Without music, life would be a mistake (Nietzche)
Music is as necessary to me as air. Not a day goes by that is not made better by soothing tones, moving rhythms or lyrics that touch my heart. My tastes are quite eclectic and include classical, pop, all shades of rock including heavy metal, jazz, R&B, musical theater and rap/hip hop. There are myriad songs or pieces that have touched me in some way, that remind me of a particular time or place, a person, a relationship, a feeling. But it is actually an entire genre rather than a song that has stayed with me throughout my life, from my earliest musical recollections till today: country music.
When I was five, my parents divorced. My mom and I moved to a small apartment. Every morning, as we prepared for school and work, she used to turn on the radio in the kitchen and the station was always country music. I fell in love without being aware, especially with the storytelling. Sometimes the songs made me laugh, more often, they made me cry.

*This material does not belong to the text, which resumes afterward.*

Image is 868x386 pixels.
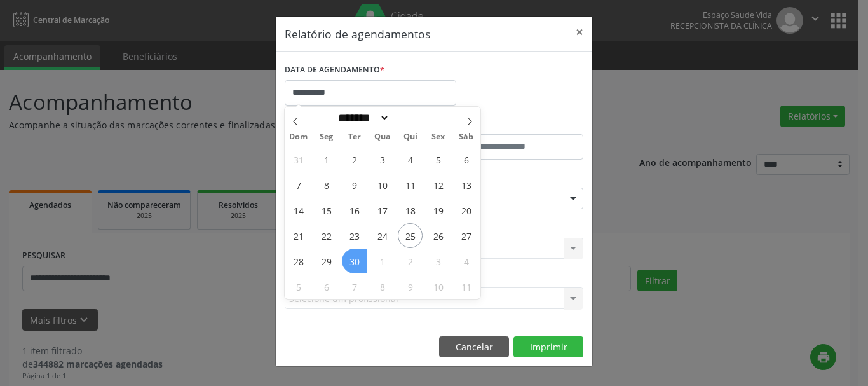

Music --all music but particularly a good country song -- has had the ability to move me to tears (both happy and sad) since those early days of my childhood.
The first country song I remember crying to every time I heard it on the radio was Spring by Tanya Tucker. The lines that always made me burst into tears were: Momma don't go away/And leave me all alone/Momma said to the welfare lady/Find my child a good home. (There is a happy ending. Although Momma dies and Spring grows up in an orphanage, she finds love and gets married to her best friend from the orphanage in the end. :-)
One song that made my mother laugh hysterically when she heard me sing it was Lucille by Kenny Rogers. The chorus is You picked a fine time to leave me, Lucille/With four hungry children and a crop in the field..." I, however, thought he was saying "400 children and a crop in the field." My mother cried she laughed so hard before saying, "400 children? I guess she did leave. I'm surprised she's not dead."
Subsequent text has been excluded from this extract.